The young woman thus addressed gave off for the moment cracking nuts in her powerful callused hands, to reply no less bluntly than had Raikuh. “In a word, Klahra, no. A question of fighting skills or courage, it is not. Rather is it the true and pure fact that the flesh and the blood of woman or man or beast not equal is to such a task. It is as Pawl said; wait we all must until not so deep is the snow and clearer is the weather, with less wind. To attempt to now attack will death be for many even before is struck the first blow at the Muhkohee.”
So Geros, Ahrszin and old Behdros decided to wait for better weather, and wait they did. They all knew that they had insufficient force as matters stood, and to rashly risk any of that force would have constituted rankest folly.
The last few days of the blizzard were the very worst, and the raiding party of Ganiks huddled in their crowded, inadequate shelters did not fare nearly so well as they had earlier.
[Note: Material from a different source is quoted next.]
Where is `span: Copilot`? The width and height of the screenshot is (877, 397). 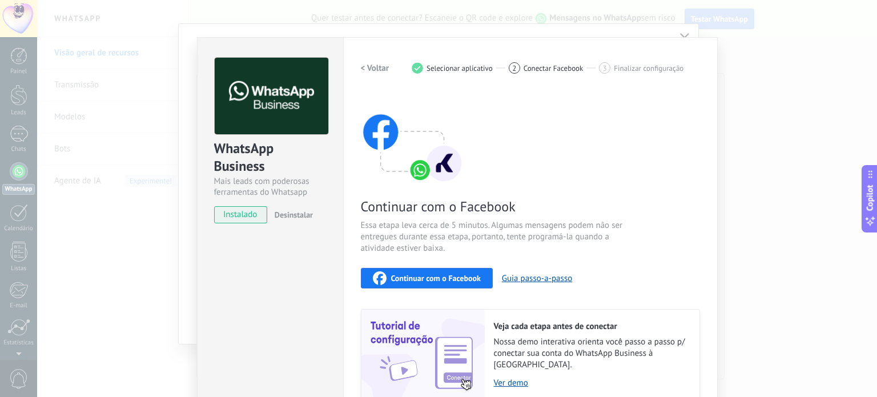
span: Copilot is located at coordinates (870, 198).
All of the Ganiks in one of the smaller cottages—some score and a half of them—froze to death one night when the gusting winds tore the roof off their sleeping place. Although the bullies saw the corpses dragged out and the cottage reroofed, none of the superstitious Ganiks would reoccupy it, so it was thenceforth used to stable some of the ponies, affording slightly more room in others of the packed shelters.
The only other good thing that the tragedy accomplished was to provide a ready source of food without the fuss and bother of clubbing down a living man. Now all that was necessary was to choose a stiff cadaver, drag it into one of the cottages and leave it near the fire until it thawed out enough to be skinned and butchered. There followed, of course, an ebbing of the deep distrust each man had felt of every other during their stay here, and there were, consequently, fewer fights. Had it been entirely up to Abner, he would then have given the men back their weapons, but Gouger, overcautious, disagreed and dissuaded him.
But no storm can last forever. One dawn, two weeks and two days after the first gusts of the blizzard had driven them to this place for shelter, the day arrived bright and clear and warmed sufficiently as it progressed to send showers of half-melted ice cascading down off the trunks and branches of the trees, while the ice-sheathed stone walls of the village began to drip and dribble water.
Naturally for the time of year, when the sun set, the temperature dropped and standing water or slushy snow froze. But the next day was just as warm if not actually warmer— opinions were mixed on this—and with all the ponies pawing through the wet snow covering the fields surrounding the village, the bullies began to think of moving on in a day or two, did the weather remain so warm.